My Necromancer dresses in black, carries a focus called Bloodseeker, and uses a lot of blood-based magic, so I don’t even have to buy a costume! However, we’re pretty much waiting on big stuff for the foreseeable future anyway, which makes the difference matter a lot less to me. I’ve written a couple of times on the direction of the living story, and my overall conclusion is that a lot of the problems people have had with it — mostly temporary activities and a thin amount of actual story content — come back to ArenaNet’s decision to get reoccurring events designed, built and out of the way while restructuring the live teams to deliver updates on a two-week cycle. But making the mental leap from that to imagining the capacity of these updates to open up the path to Elona, or to provide a brand new racial capital and personal story is a little more difficult.
Rachel set up a page in the hopes of making some extra money and couldn’t believe the response she got. Set your jump-point past the break to see. Check out the full list of adapted works in the press release after the break. Don’t forget to check out our great collection of board game costumes and you can become anything from a twister board to a walking talking game of operation. “Thanks to Dracogen Strategic Investments,” said a quiet, falsetto voice that no one could figure out where it was coming from. It’s far more likely that the simplest answer is true: that the developers do have some new landmasses, races, or systems in development, but that those things are so far out from being ready that ArenaNet can take their time in deciding which form they’d like to release them in.

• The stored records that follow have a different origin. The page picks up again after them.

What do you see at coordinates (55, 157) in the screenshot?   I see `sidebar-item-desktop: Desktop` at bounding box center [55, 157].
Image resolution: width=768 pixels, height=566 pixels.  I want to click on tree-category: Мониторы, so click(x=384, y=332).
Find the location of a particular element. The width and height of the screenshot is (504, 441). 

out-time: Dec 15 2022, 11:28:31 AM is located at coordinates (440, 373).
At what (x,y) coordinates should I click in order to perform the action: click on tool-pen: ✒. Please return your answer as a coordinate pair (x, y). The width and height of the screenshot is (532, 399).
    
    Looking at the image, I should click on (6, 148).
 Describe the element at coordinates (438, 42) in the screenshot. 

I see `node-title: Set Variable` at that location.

That probably contributed quite a bit to the somewhat disjointed feeling of it; the developers needed to create a bunch of festivals, but the story team also needed to introduce the major characters and villains, and that led to a summer in which it started to feel like the people of Tyria were constantly and brazenly throwing parties in an attempt to taunt bad guys into attacking them.

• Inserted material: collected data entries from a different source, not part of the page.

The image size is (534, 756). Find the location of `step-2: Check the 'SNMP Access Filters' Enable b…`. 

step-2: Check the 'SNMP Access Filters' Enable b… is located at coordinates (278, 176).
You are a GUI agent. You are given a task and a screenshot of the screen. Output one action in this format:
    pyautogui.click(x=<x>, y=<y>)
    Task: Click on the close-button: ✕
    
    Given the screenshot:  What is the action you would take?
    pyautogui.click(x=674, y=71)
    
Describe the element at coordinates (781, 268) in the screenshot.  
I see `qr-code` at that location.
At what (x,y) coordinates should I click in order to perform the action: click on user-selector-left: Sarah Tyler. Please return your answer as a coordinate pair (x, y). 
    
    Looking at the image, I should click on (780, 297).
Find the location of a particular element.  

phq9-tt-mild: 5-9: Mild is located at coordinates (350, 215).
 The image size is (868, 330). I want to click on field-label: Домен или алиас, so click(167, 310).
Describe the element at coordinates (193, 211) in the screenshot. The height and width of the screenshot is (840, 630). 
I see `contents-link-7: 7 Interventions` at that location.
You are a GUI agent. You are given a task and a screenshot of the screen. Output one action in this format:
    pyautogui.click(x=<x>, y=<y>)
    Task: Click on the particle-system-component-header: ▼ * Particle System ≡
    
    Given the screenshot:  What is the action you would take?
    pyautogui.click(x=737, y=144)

At the start of the living story updates, lore-based speculation was rampant; that’s dropped off quite a bit as the content we’ve gotten has consistently introduced new story elements and shown every sign of concentrating primarily on Scarlet and her crew. Personally, I’d be just as glad to see the announcement of an expansion as I would be to have Scarlet suddenly and improbably gain the attention of the Tethyos Houses, prompting the Largos to join the alliance of playable races. We sat down with DDO’s team to talk about Update 18, the new races coming with Shadowfell Conspiracy, and the pre-purchase program that promises to give you head start. So I’m understandably not champing at the bit to talk more about the game this week, which I had originally planned. If fans have to wait another 5 to 6 months for the living story to bear fruit in the form of major expansion-level features and dragon-based plot progression, it’s going to seem more and more as though living world content and expansions are mutually exclusive. Every MMO I’ve played has gone through slumps where player interest in the current content and story arc has been mostly exhausted, and it’s usually excitement over an upcoming expansion pack that carries people through and keeps them playing (or at least coming back).

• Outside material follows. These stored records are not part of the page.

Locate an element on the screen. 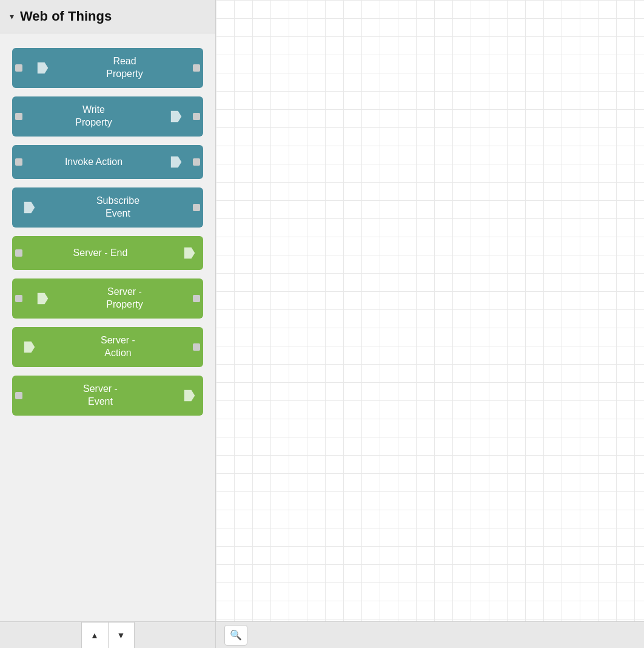 The height and width of the screenshot is (648, 644). node-subscribe-event: SubscribeEvent is located at coordinates (108, 208).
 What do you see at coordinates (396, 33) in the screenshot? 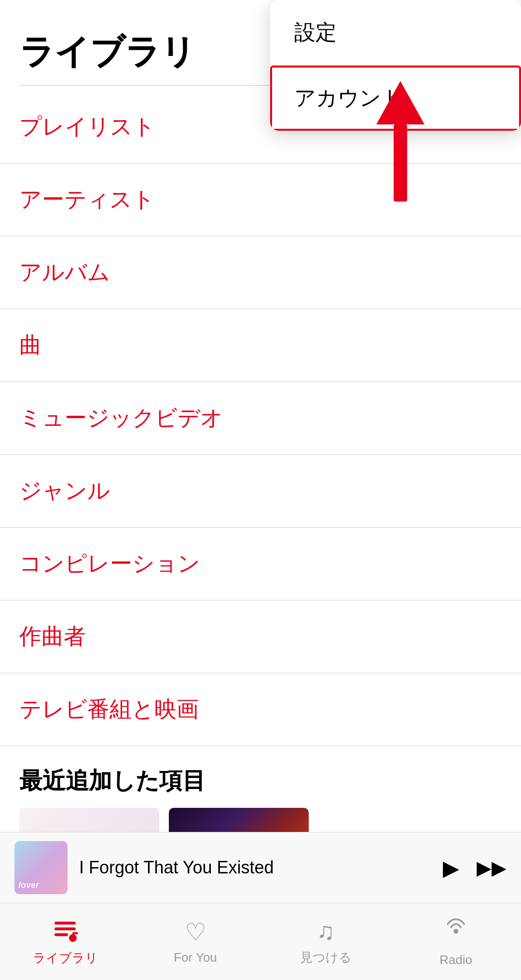
I see `settings-menu-item: 設定` at bounding box center [396, 33].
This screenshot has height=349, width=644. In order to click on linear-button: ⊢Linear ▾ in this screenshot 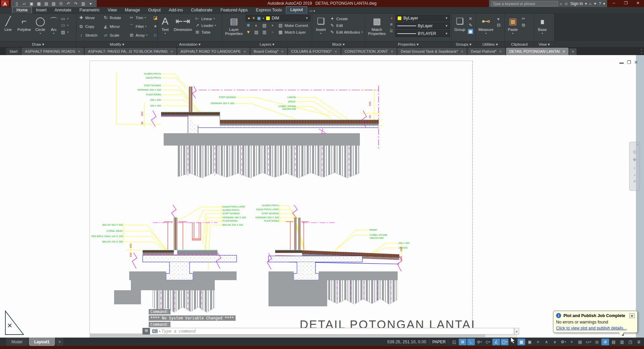, I will do `click(205, 19)`.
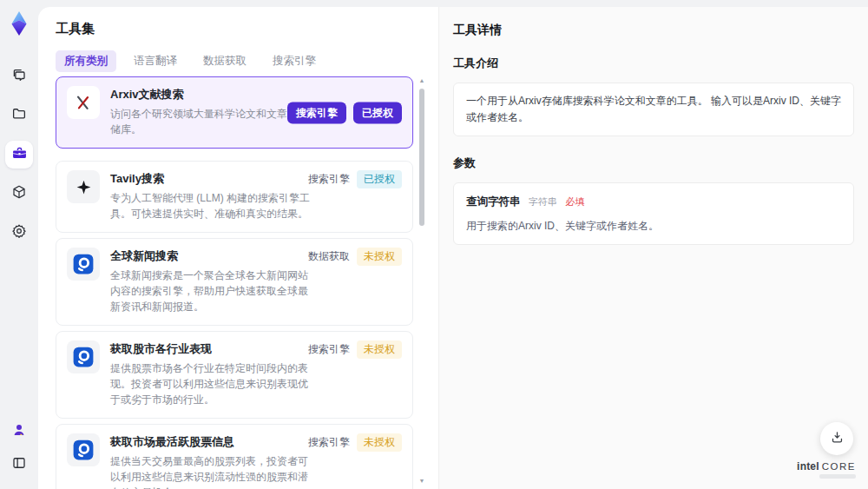 This screenshot has width=868, height=489. I want to click on tool-title: 获取市场最活跃股票信息, so click(213, 442).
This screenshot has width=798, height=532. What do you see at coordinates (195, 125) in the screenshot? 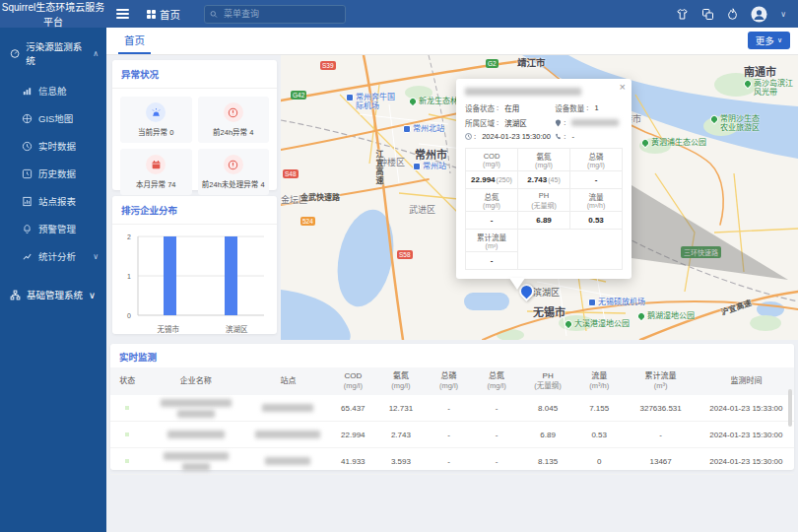
I see `abnormal-status-panel: 异常状况 当前异常 0 前24h异常 4 本月异常 74 前24h未处理异常 4` at bounding box center [195, 125].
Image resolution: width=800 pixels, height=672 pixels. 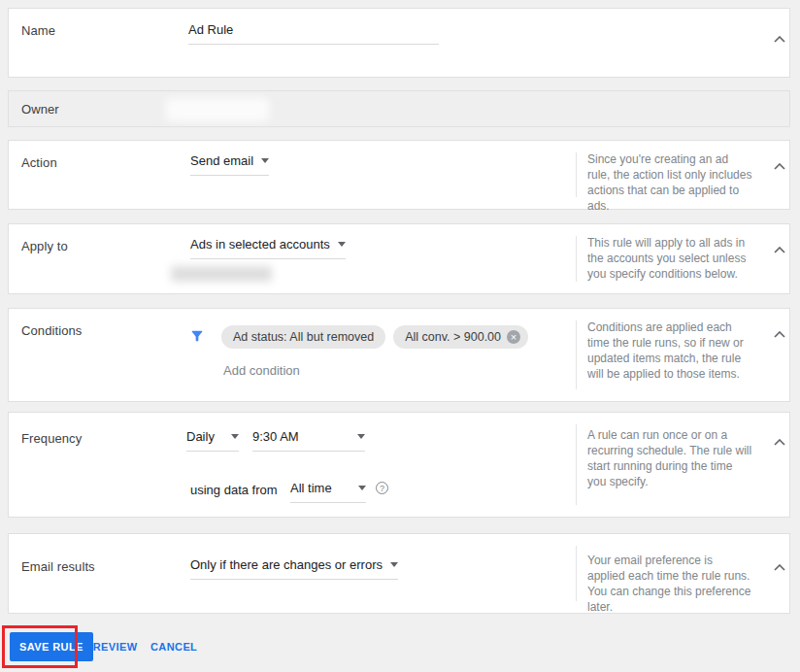 What do you see at coordinates (276, 437) in the screenshot?
I see `frequency-time-value: 9:30 AM` at bounding box center [276, 437].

Adding a new race in particular seems like the kind of undertaking that would demand its own story arc. I think players are assuming — and not without reason — that we won’t see much of that stuff until Scarlet’s story arc has come to a conclusion, and that probably explains some of the impatience with it. Hundreds of millions players are playing league of legends, which has fully presented this video game’s popularity. There are plenty of places to start in your career as a clothes horse, such as at an outfitter (an NPC who sells basic outfits) or at the auction house. We know that the four living world teams are a small part of ANet’s overall development force, and that there are other teams working on long-term projects behind the scenes. ArenaNet’s goal is to create that kind of excitement every two weeks, but we haven’t gotten the level of buzz yet from the living story that an expansion — or expansion announcement — typically creates. For me, though, the big draw of living story releases instead of expansions would be seeing content released as it’s ready, without the need to wait to get a chunk of huge, game-changing stuff.